4 thoughts on “Swimming Lessons

  1. I have had struggles that are very similar in a lot of ways. For me, I used my addiction to cope until mater in life. Once I got clean, my world started collapsing. The person everyone thought was “a rock” ended up on a 5150 after a failed suicide attempt. After getting through that and some intense therapy, I slowly started learning how to cope. The depression and anxiety still make it hard to sleep OR get out of bed (depending on which monster is in charge that day).

    In the process I move pushed away and alienated some of the ones I initially looked to for advise & counsel. Learning how to interact socially without being an addict is HARD. So much safer for me to write down my feelings and experiences in a pseudo-anonymous fashion knowing I will never have to actually face the person I talk to.

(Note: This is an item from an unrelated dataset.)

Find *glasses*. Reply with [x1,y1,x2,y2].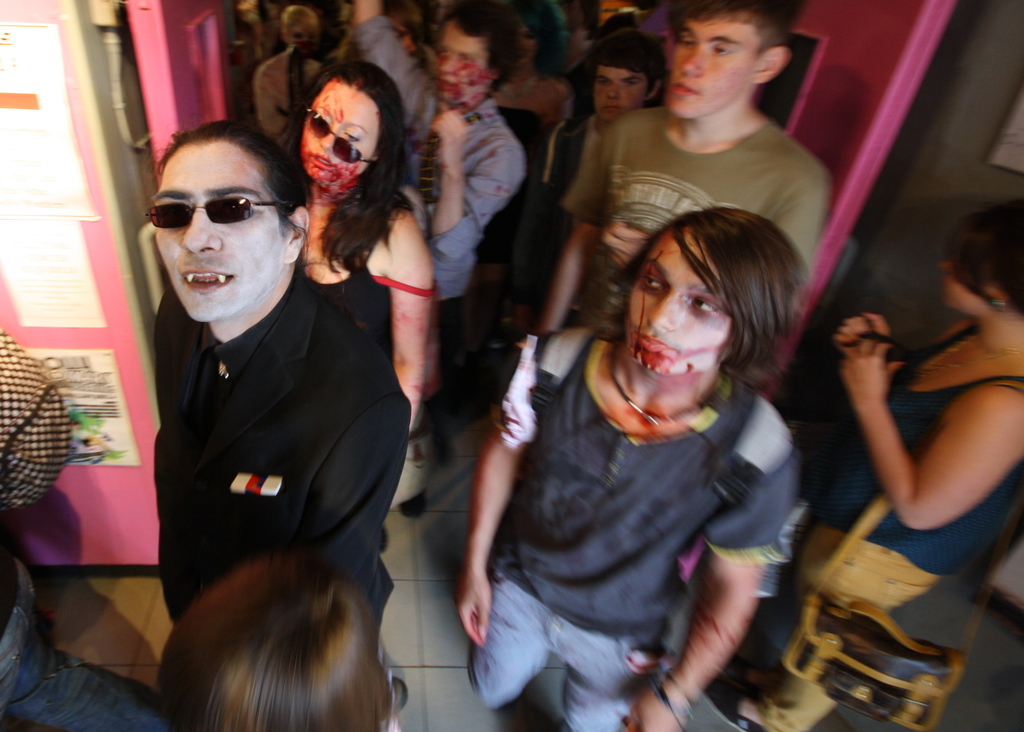
[301,104,380,163].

    I appreciate that you are willing to share your life and your struggles with strangers.

    ~dave

  2. Oh Wren, you are such a lovely person. You certainly made an impression on me last year at VP and have continued to over this past year. I am very fond of you. I’m glad that you have support and have found resources that continue to help you. ❤

  3. Wren, thank you for writing this. I am sorry if it was hard. I hope it wasn’t. Thank you for sharing what you went through in the past and over the summer so that I can be a better person for you; so that I can be more present for you.

    I care about you very much. Don’t ever forget that. All my ♥️.